Citizens Theatre, Glasgow
Four stars
It is the ghosts who are left standing at the end of Dominic Hill's
brooding new production of Shakespeare's tragedy, which puts a
bespectacled Brian Ferguson centre-stage as the Danish Prince in angry
search for closure following his father's murder. With the back of the
battleship grey stage lined with reel to reel tape recorders in what
appears to be an abandoned and possibly haunted house where the party
never stops, Hamlet and his pals attempt to capture the voice of his
father's spirit by way of a BBC Radiophonic Workshop style soundtrack
worthy of 1970s horror thriller, The Legend of Hell House.
Leading the charge in all this is Ferguson, who plays Hamlet as a
dour-faced pistol-packing wind-up merchant trying out different
versions of himself. One minute he has an old-school cassette deck
slung across his shoulder, interviewing Peter Guinness' Claudius and
Roberta Taylor's Gertrude like an on-the-spot reporter, the next he's
in the stalls directing the visiting theatrical troupe with a silent
movie megaphone. When he tries to play the hard-man, however, it goes
badly wrong, for Meghan Tyler's increasingly booze-soaked Ophelia as
much as himself. Where Hamlet's response to the death of a father is to
look inwards, she lets rip on a more primal path to self-destruction.
With a cast of nine playing Nikola Kodjabashia's discordant score on an
array of broken-down pianos, strings and electronic noises off, Hill's
production uses many of the stylistic accoutrements of his similarly
open-plan take on Dostoyevsky's Crime and Punishment. Here things are
even darker in a version that simmers with an edgy intensity that
brings all of Hamlet's demons home to roost.
The Herald, September 26th 2014
ends
Four stars
It is the ghosts who are left standing at the end of Dominic Hill's
brooding new production of Shakespeare's tragedy, which puts a
bespectacled Brian Ferguson centre-stage as the Danish Prince in angry
search for closure following his father's murder. With the back of the
battleship grey stage lined with reel to reel tape recorders in what
appears to be an abandoned and possibly haunted house where the party
never stops, Hamlet and his pals attempt to capture the voice of his
father's spirit by way of a BBC Radiophonic Workshop style soundtrack
worthy of 1970s horror thriller, The Legend of Hell House.
Leading the charge in all this is Ferguson, who plays Hamlet as a
dour-faced pistol-packing wind-up merchant trying out different
versions of himself. One minute he has an old-school cassette deck
slung across his shoulder, interviewing Peter Guinness' Claudius and
Roberta Taylor's Gertrude like an on-the-spot reporter, the next he's
in the stalls directing the visiting theatrical troupe with a silent
movie megaphone. When he tries to play the hard-man, however, it goes
badly wrong, for Meghan Tyler's increasingly booze-soaked Ophelia as
much as himself. Where Hamlet's response to the death of a father is to
look inwards, she lets rip on a more primal path to self-destruction.
With a cast of nine playing Nikola Kodjabashia's discordant score on an
array of broken-down pianos, strings and electronic noises off, Hill's
production uses many of the stylistic accoutrements of his similarly
open-plan take on Dostoyevsky's Crime and Punishment. Here things are
even darker in a version that simmers with an edgy intensity that
brings all of Hamlet's demons home to roost.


Problem requirements: Go through the listing below and gather every line with the word "exports".

Task data:
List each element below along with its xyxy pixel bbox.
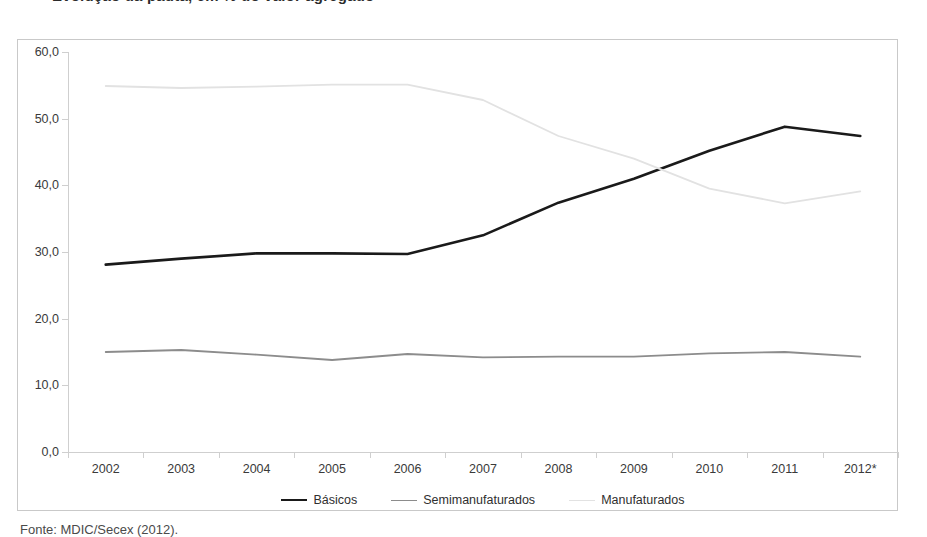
legend-swatch-icon [391,500,417,501]
x-axis-label: 2006 [394,462,422,476]
y-axis-label: 60,0 [35,45,59,59]
legend-item[interactable]: Manufaturados [569,493,684,507]
legend-label: Manufaturados [601,493,684,507]
y-axis-label: 0,0 [42,445,59,459]
legend-label: Semimanufaturados [423,493,535,507]
x-axis-label: 2004 [243,462,271,476]
figure-title-strip: Evolução da pauta, em % do valor agregad… [0,0,927,14]
page-title: Evolução da pauta, em % do valor agregad… [52,0,374,4]
figure-source-strip: Fonte: MDIC/Secex (2012). [0,518,927,537]
x-axis-label: 2011 [771,462,798,476]
chart-legend: BásicosSemimanufaturadosManufaturados [68,493,898,507]
legend-item[interactable]: Semimanufaturados [391,493,535,507]
x-axis-label: 2007 [469,462,497,476]
y-axis-label: 20,0 [35,312,59,326]
plot-area: 0,010,020,030,040,050,060,0 200220032004… [68,52,898,463]
x-axis-label: 2005 [318,462,346,476]
legend-item[interactable]: Básicos [281,493,357,507]
chart-frame: 0,010,020,030,040,050,060,0 200220032004… [17,39,898,511]
series-plot [68,52,898,463]
y-axis-label: 10,0 [35,378,59,392]
series-line [106,85,861,204]
y-axis-label: 40,0 [35,178,59,192]
y-axis-label: 30,0 [35,245,59,259]
legend-label: Básicos [313,493,357,507]
source-note: Fonte: MDIC/Secex (2012). [20,522,178,537]
x-axis-label: 2008 [545,462,573,476]
x-axis-label: 2009 [620,462,648,476]
x-axis-label: 2003 [167,462,195,476]
series-line [106,350,861,360]
x-axis-tick [898,452,899,458]
legend-swatch-icon [569,500,595,501]
legend-swatch-icon [281,499,307,501]
x-axis-label: 2002 [92,462,120,476]
y-axis-label: 50,0 [35,112,59,126]
x-axis-label: 2010 [695,462,723,476]
x-axis-label: 2012* [844,462,877,476]
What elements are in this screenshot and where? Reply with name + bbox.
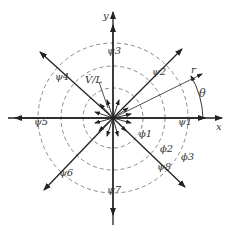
phi3-label: ϕ3 (181, 151, 194, 162)
streamline-psi6 (44, 118, 113, 190)
psi5-label: ψ5 (34, 116, 48, 127)
x-axis-label: x (216, 121, 222, 132)
psi8-label: ψ8 (157, 161, 171, 172)
psi3-label: ψ3 (107, 45, 121, 56)
phi2-label: ϕ2 (160, 143, 173, 154)
source-flow-diagram: x y r θ V̇/L ψ1 ψ2 ψ3 ψ4 ψ5 ψ6 ψ7 ψ8 ϕ1 … (0, 0, 228, 231)
r-label: r (191, 64, 197, 75)
streamline-psi4 (40, 52, 113, 118)
y-axis-label: y (102, 10, 109, 21)
source-strength-label: V̇/L (85, 74, 103, 85)
psi6-label: ψ6 (59, 167, 74, 178)
radius-line (113, 74, 202, 118)
psi1-label: ψ1 (178, 116, 192, 127)
psi7-label: ψ7 (107, 184, 122, 195)
psi2-label: ψ2 (152, 66, 166, 77)
psi4-label: ψ4 (55, 71, 69, 82)
theta-label: θ (199, 87, 206, 100)
phi1-label: ϕ1 (139, 128, 152, 139)
streamline-psi2 (113, 49, 182, 118)
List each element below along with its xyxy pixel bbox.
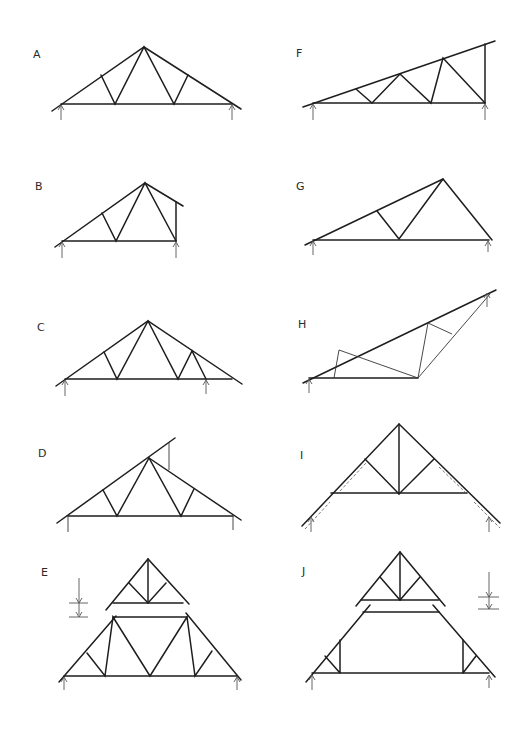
truss-E-cap bbox=[106, 559, 189, 610]
truss-C-members bbox=[56, 321, 242, 386]
truss-H-members bbox=[303, 290, 496, 383]
label-G: G bbox=[296, 180, 305, 193]
label-C: C bbox=[37, 321, 45, 334]
support-post-icon bbox=[68, 516, 233, 532]
label-I: I bbox=[300, 449, 303, 462]
truss-H: H bbox=[298, 290, 496, 393]
truss-J-base bbox=[306, 605, 495, 682]
truss-F-members bbox=[303, 41, 495, 107]
truss-diagram-canvas: A F B bbox=[0, 0, 520, 736]
truss-D: D bbox=[38, 438, 241, 532]
truss-A: A bbox=[33, 47, 241, 120]
truss-I-members bbox=[302, 424, 500, 529]
label-A: A bbox=[33, 48, 41, 61]
support-arrow-icon bbox=[62, 380, 209, 396]
label-E: E bbox=[41, 566, 48, 579]
truss-F: F bbox=[296, 41, 495, 120]
support-arrow-icon bbox=[309, 675, 492, 690]
truss-E: E bbox=[41, 559, 241, 690]
truss-J-cap bbox=[356, 552, 445, 606]
support-arrow-icon bbox=[308, 517, 492, 532]
label-B: B bbox=[35, 180, 43, 193]
truss-J: J bbox=[301, 552, 499, 690]
truss-C: C bbox=[37, 321, 242, 396]
truss-A-members bbox=[52, 47, 241, 111]
support-arrow-icon bbox=[58, 105, 235, 120]
support-arrow-icon bbox=[61, 677, 240, 690]
label-J: J bbox=[301, 565, 305, 578]
truss-B: B bbox=[35, 180, 183, 258]
support-arrow-icon bbox=[59, 242, 179, 258]
truss-G-members bbox=[305, 179, 492, 245]
dimension-marker-icon bbox=[69, 578, 88, 617]
support-arrow-icon bbox=[310, 241, 491, 255]
truss-E-base bbox=[59, 613, 241, 682]
dimension-marker-icon bbox=[478, 572, 499, 609]
truss-D-members bbox=[57, 438, 241, 523]
truss-B-members bbox=[55, 183, 183, 247]
truss-G: G bbox=[296, 179, 492, 255]
support-arrow-icon bbox=[310, 104, 488, 120]
label-F: F bbox=[296, 47, 302, 60]
label-H: H bbox=[298, 318, 306, 331]
truss-I: I bbox=[300, 424, 500, 532]
label-D: D bbox=[38, 447, 46, 460]
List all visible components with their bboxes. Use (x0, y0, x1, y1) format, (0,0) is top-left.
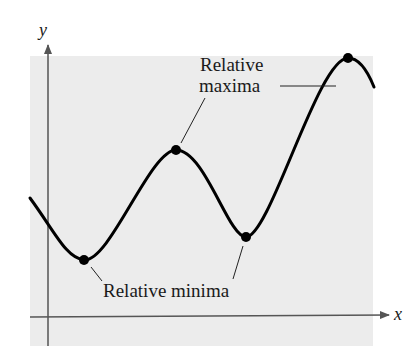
minima-label: Relative minima (103, 280, 230, 301)
relative-maximum-point-1 (171, 145, 181, 155)
maxima-label-line1: Relative (200, 54, 263, 75)
plot-background (30, 56, 373, 346)
relative-minimum-point-1 (79, 255, 89, 265)
relative-extrema-diagram: y x Relative maxima Relative minima (0, 0, 420, 353)
x-axis-label: x (393, 304, 402, 324)
relative-minimum-point-2 (241, 232, 251, 242)
maxima-label-line2: maxima (199, 75, 261, 96)
y-axis-label: y (37, 20, 47, 40)
relative-maximum-point-2 (343, 53, 353, 63)
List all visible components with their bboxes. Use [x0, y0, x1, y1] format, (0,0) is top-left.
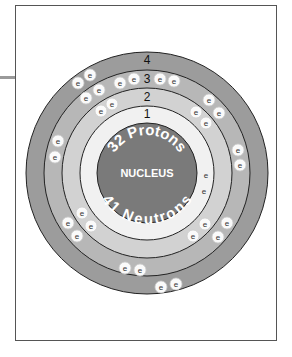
electron: e: [95, 105, 107, 117]
electron: e: [62, 217, 74, 229]
electron: e: [203, 94, 215, 106]
svg-text:e: e: [123, 264, 128, 273]
electron: e: [190, 106, 202, 118]
svg-text:e: e: [75, 232, 80, 241]
svg-text:e: e: [238, 161, 243, 170]
electron: e: [72, 77, 84, 89]
svg-text:e: e: [76, 79, 81, 88]
electron: e: [52, 135, 64, 147]
electron: e: [202, 187, 207, 196]
electron: e: [213, 107, 225, 119]
electron: e: [119, 262, 131, 274]
electron: e: [76, 207, 88, 219]
shell-4-label: 4: [144, 53, 151, 67]
svg-text:e: e: [56, 137, 61, 146]
svg-text:e: e: [203, 220, 208, 229]
svg-text:e: e: [191, 232, 196, 241]
electron: e: [212, 231, 224, 243]
atom-diagram: 4 3 2 1 32 Protons 41 Neutrons NUCLEUS e…: [0, 0, 292, 357]
nucleus-label: NUCLEUS: [120, 167, 173, 179]
svg-text:e: e: [217, 109, 222, 118]
svg-text:e: e: [97, 86, 102, 95]
electron: e: [49, 151, 61, 163]
svg-text:e: e: [89, 222, 94, 231]
electron: e: [168, 75, 180, 87]
svg-text:e: e: [159, 283, 164, 292]
electron: e: [114, 77, 126, 89]
electron: e: [170, 278, 182, 290]
electron: e: [134, 264, 146, 276]
svg-text:e: e: [172, 77, 177, 86]
svg-text:e: e: [207, 96, 212, 105]
svg-text:e: e: [110, 100, 115, 109]
electron: e: [106, 98, 118, 110]
svg-text:e: e: [99, 107, 104, 116]
electron: e: [93, 84, 105, 96]
svg-text:e: e: [66, 219, 71, 228]
electron: e: [204, 171, 209, 180]
svg-text:e: e: [80, 209, 85, 218]
electron: e: [155, 281, 167, 293]
svg-text:e: e: [216, 233, 221, 242]
electron: e: [84, 69, 96, 81]
svg-text:e: e: [138, 266, 143, 275]
svg-text:e: e: [132, 75, 137, 84]
svg-text:e: e: [194, 108, 199, 117]
svg-text:e: e: [118, 79, 123, 88]
electron: e: [71, 230, 83, 242]
svg-text:e: e: [158, 75, 163, 84]
shell-3-label: 3: [144, 72, 151, 86]
svg-text:e: e: [84, 94, 89, 103]
svg-text:e: e: [88, 71, 93, 80]
electron: e: [128, 73, 140, 85]
svg-text:e: e: [225, 219, 230, 228]
electron: e: [154, 73, 166, 85]
electron: e: [221, 217, 233, 229]
electron: e: [200, 117, 212, 129]
electron: e: [80, 92, 92, 104]
shell-1-label: 1: [144, 107, 151, 121]
svg-text:e: e: [204, 171, 209, 180]
electron: e: [234, 159, 246, 171]
electron: e: [199, 218, 211, 230]
svg-text:e: e: [204, 119, 209, 128]
svg-text:e: e: [174, 280, 179, 289]
electron: e: [187, 230, 199, 242]
electron: e: [85, 220, 97, 232]
svg-text:e: e: [53, 153, 58, 162]
shell-2-label: 2: [144, 90, 151, 104]
electron: e: [232, 144, 244, 156]
svg-text:e: e: [202, 187, 207, 196]
svg-text:e: e: [236, 146, 241, 155]
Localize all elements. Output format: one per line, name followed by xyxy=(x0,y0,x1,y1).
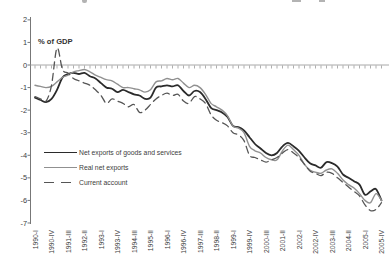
x-tick-label: 1997-III xyxy=(197,230,204,253)
x-tick-label: 1998-II xyxy=(213,230,220,251)
y-tick-label: -6 xyxy=(20,196,27,205)
legend-line-sample-real-net-exports xyxy=(44,167,77,168)
x-tick-label: 1999-IV xyxy=(246,230,253,254)
line-chart: 1990-I1990-IV1991-III1992-II1993-I1993-I… xyxy=(0,0,392,275)
chart-figure: 1990-I1990-IV1991-III1992-II1993-I1993-I… xyxy=(0,0,392,275)
x-tick-label: 2005-I xyxy=(362,230,369,249)
x-tick-label: 2002-I xyxy=(296,230,303,249)
x-tick-label: 2002-IV xyxy=(312,230,319,254)
x-tick-label: 1996-IV xyxy=(180,230,187,254)
legend-label-net-exports: Net exports of goods and services xyxy=(79,149,182,156)
cropped-caption-fragment xyxy=(319,0,325,2)
legend-label-current-account: Current account xyxy=(79,179,127,186)
y-tick-label: -4 xyxy=(20,151,27,160)
x-tick-label: 1991-III xyxy=(65,230,72,253)
axes xyxy=(28,17,390,224)
y-tick-label: 1 xyxy=(23,38,27,47)
y-tick-label: -7 xyxy=(20,219,27,228)
legend-item-current-account: Current account xyxy=(44,177,182,188)
x-tick-label: 1995-II xyxy=(147,230,154,251)
x-tick-label: 1990-I xyxy=(32,230,39,249)
cropped-caption-fragment xyxy=(292,0,301,2)
y-tick-label: -1 xyxy=(20,83,27,92)
x-tick-label: 2003-III xyxy=(329,230,336,253)
y-axis-labels: 210-1-2-3-4-5-6-7 xyxy=(20,15,27,227)
x-tick-label: 1994-III xyxy=(131,230,138,253)
x-tick-label: 1999-I xyxy=(230,230,237,249)
x-tick-label: 1996-I xyxy=(164,230,171,249)
y-tick-label: 0 xyxy=(23,61,27,70)
legend-line-sample-net-exports xyxy=(44,152,77,154)
x-tick-label: 1993-I xyxy=(98,230,105,249)
y-tick-label: -5 xyxy=(20,173,27,182)
y-tick-label: -2 xyxy=(20,106,27,115)
legend-item-real-net-exports: Real net exports xyxy=(44,162,182,173)
x-tick-label: 2005-IV xyxy=(378,230,385,254)
x-axis-labels: 1990-I1990-IV1991-III1992-II1993-I1993-I… xyxy=(32,230,386,254)
x-tick-label: 2000-III xyxy=(263,230,270,253)
unit-label: % of GDP xyxy=(38,37,73,46)
x-tick-label: 1993-IV xyxy=(114,230,121,254)
legend: Net exports of goods and services Real n… xyxy=(44,147,182,188)
legend-item-net-exports: Net exports of goods and services xyxy=(44,147,182,158)
x-tick-label: 1992-II xyxy=(81,230,88,251)
y-tick-label: 2 xyxy=(23,15,27,24)
y-tick-label: -3 xyxy=(20,128,27,137)
x-tick-label: 1990-IV xyxy=(48,230,55,254)
legend-line-sample-current-account xyxy=(44,182,77,183)
x-tick-label: 2004-II xyxy=(345,230,352,251)
cropped-caption-fragment xyxy=(82,0,87,3)
x-tick-label: 2001-II xyxy=(279,230,286,251)
legend-label-real-net-exports: Real net exports xyxy=(79,164,129,171)
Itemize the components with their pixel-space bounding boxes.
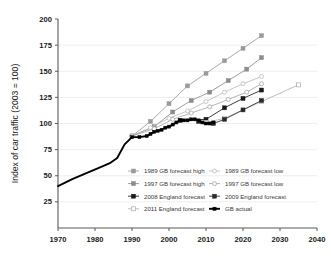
legend-label: GB actual <box>225 205 252 212</box>
x-tick-label-1970: 1970 <box>50 235 67 244</box>
data-point <box>186 109 190 113</box>
data-point <box>213 194 217 198</box>
series-line <box>206 85 299 123</box>
data-point <box>132 182 136 186</box>
y-tick-label-25: 25 <box>44 197 53 206</box>
x-tick-label-2030: 2030 <box>272 235 289 244</box>
data-point <box>186 84 190 88</box>
data-point <box>260 74 264 78</box>
y-tick-label-150: 150 <box>39 67 52 76</box>
data-point <box>245 90 249 94</box>
data-point <box>223 106 227 110</box>
data-point <box>186 119 189 122</box>
data-point <box>160 128 163 131</box>
data-point <box>223 59 227 63</box>
data-point <box>260 82 264 86</box>
y-tick-label-200: 200 <box>39 15 52 24</box>
legend-item-1997-gb-forecast-low[interactable]: 1997 GB forecast low <box>209 180 284 187</box>
legend-item-1989-gb-forecast-low[interactable]: 1989 GB forecast low <box>209 167 284 174</box>
legend-label: 1989 GB forecast high <box>144 167 205 174</box>
data-point <box>223 117 227 121</box>
series-1989-gb-forecast-low <box>130 74 264 138</box>
data-point <box>223 90 227 94</box>
data-point <box>208 122 211 125</box>
data-point <box>190 118 193 121</box>
y-tick-label-75: 75 <box>44 145 53 154</box>
data-point <box>171 117 175 121</box>
data-point <box>179 119 182 122</box>
data-point <box>138 136 141 139</box>
data-point <box>260 99 264 103</box>
data-point <box>260 88 264 92</box>
data-point <box>241 108 245 112</box>
y-tick-label-125: 125 <box>39 93 52 102</box>
legend-label: 1997 GB forecast low <box>225 180 284 187</box>
data-point <box>132 194 136 198</box>
legend-label: 1989 GB forecast low <box>225 167 284 174</box>
x-tick-label-2040: 2040 <box>309 235 326 244</box>
data-point <box>213 207 216 210</box>
data-point <box>131 136 134 139</box>
data-point <box>226 79 230 83</box>
data-point <box>204 100 208 104</box>
data-point <box>171 123 174 126</box>
data-point <box>145 135 148 138</box>
data-point <box>205 122 208 125</box>
legend-label: 2008 England forecast <box>144 193 205 200</box>
data-point <box>241 96 245 100</box>
legend-label: 2011 England forecast <box>144 205 205 212</box>
legend-item-2008-england-forecast[interactable]: 2008 England forecast <box>128 193 205 200</box>
series-line <box>58 119 213 186</box>
data-point <box>201 121 204 124</box>
y-tick-label-100: 100 <box>39 119 52 128</box>
x-tick-label-2020: 2020 <box>235 235 252 244</box>
series-line <box>180 90 261 120</box>
data-point <box>182 119 185 122</box>
y-tick-label-175: 175 <box>39 41 52 50</box>
data-point <box>204 71 208 75</box>
x-tick-label-2000: 2000 <box>161 235 178 244</box>
data-point <box>213 169 217 173</box>
data-point <box>213 182 217 186</box>
data-point <box>241 82 245 86</box>
data-point <box>212 121 215 124</box>
x-tick-label-2010: 2010 <box>198 235 215 244</box>
data-point <box>208 105 212 109</box>
data-point <box>149 119 153 123</box>
data-point <box>164 126 167 129</box>
data-point <box>297 83 301 87</box>
line-chart: 2550751001251501752001970198019902000201… <box>0 0 331 260</box>
data-point <box>156 129 159 132</box>
data-point <box>189 111 193 115</box>
data-point <box>153 130 156 133</box>
data-point <box>193 118 196 121</box>
x-tick-label-1990: 1990 <box>124 235 141 244</box>
x-tick-label-1980: 1980 <box>87 235 104 244</box>
data-point <box>175 121 178 124</box>
data-point <box>208 90 212 94</box>
data-point <box>171 110 175 114</box>
data-point <box>132 169 136 173</box>
legend-label: 1997 GB forecast high <box>144 180 205 187</box>
data-point <box>168 125 171 128</box>
data-point <box>260 34 264 38</box>
data-point <box>132 207 136 211</box>
data-point <box>226 97 230 101</box>
data-point <box>189 99 193 103</box>
data-point <box>167 102 171 106</box>
y-axis-title: Index of car traffic (2003 = 100) <box>10 64 20 184</box>
legend-item-2011-england-forecast[interactable]: 2011 England forecast <box>128 205 205 212</box>
data-point <box>260 56 264 60</box>
chart-figure: 2550751001251501752001970198019902000201… <box>0 0 331 260</box>
legend-item-1997-gb-forecast-high[interactable]: 1997 GB forecast high <box>128 180 205 187</box>
legend-item-1989-gb-forecast-high[interactable]: 1989 GB forecast high <box>128 167 205 174</box>
legend-label: 2009 England forecast <box>225 193 286 200</box>
data-point <box>245 67 249 71</box>
legend-item-gb-actual[interactable]: GB actual <box>209 205 252 212</box>
chart-legend: 1989 GB forecast high1997 GB forecast hi… <box>128 167 286 212</box>
legend-item-2009-england-forecast[interactable]: 2009 England forecast <box>209 193 286 200</box>
data-point <box>197 119 200 122</box>
data-point <box>149 132 152 135</box>
y-tick-label-50: 50 <box>44 171 52 180</box>
data-point <box>241 46 245 50</box>
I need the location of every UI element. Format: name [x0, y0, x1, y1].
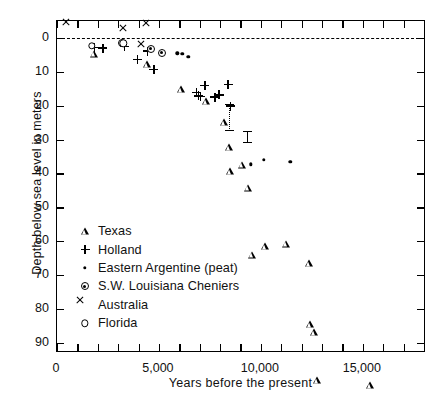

Answer area:
legend-line-sample-real-net-exports xyxy=(44,167,77,168)
legend-label-net-exports: Net exports of goods and services xyxy=(79,149,182,156)
legend-line-sample-net-exports xyxy=(44,152,77,154)
legend-item-real-net-exports: Real net exports xyxy=(44,162,182,173)
legend: Net exports of goods and services Real n… xyxy=(44,147,182,188)
legend-item-net-exports: Net exports of goods and services xyxy=(44,147,182,158)
legend-label-real-net-exports: Real net exports xyxy=(79,164,129,171)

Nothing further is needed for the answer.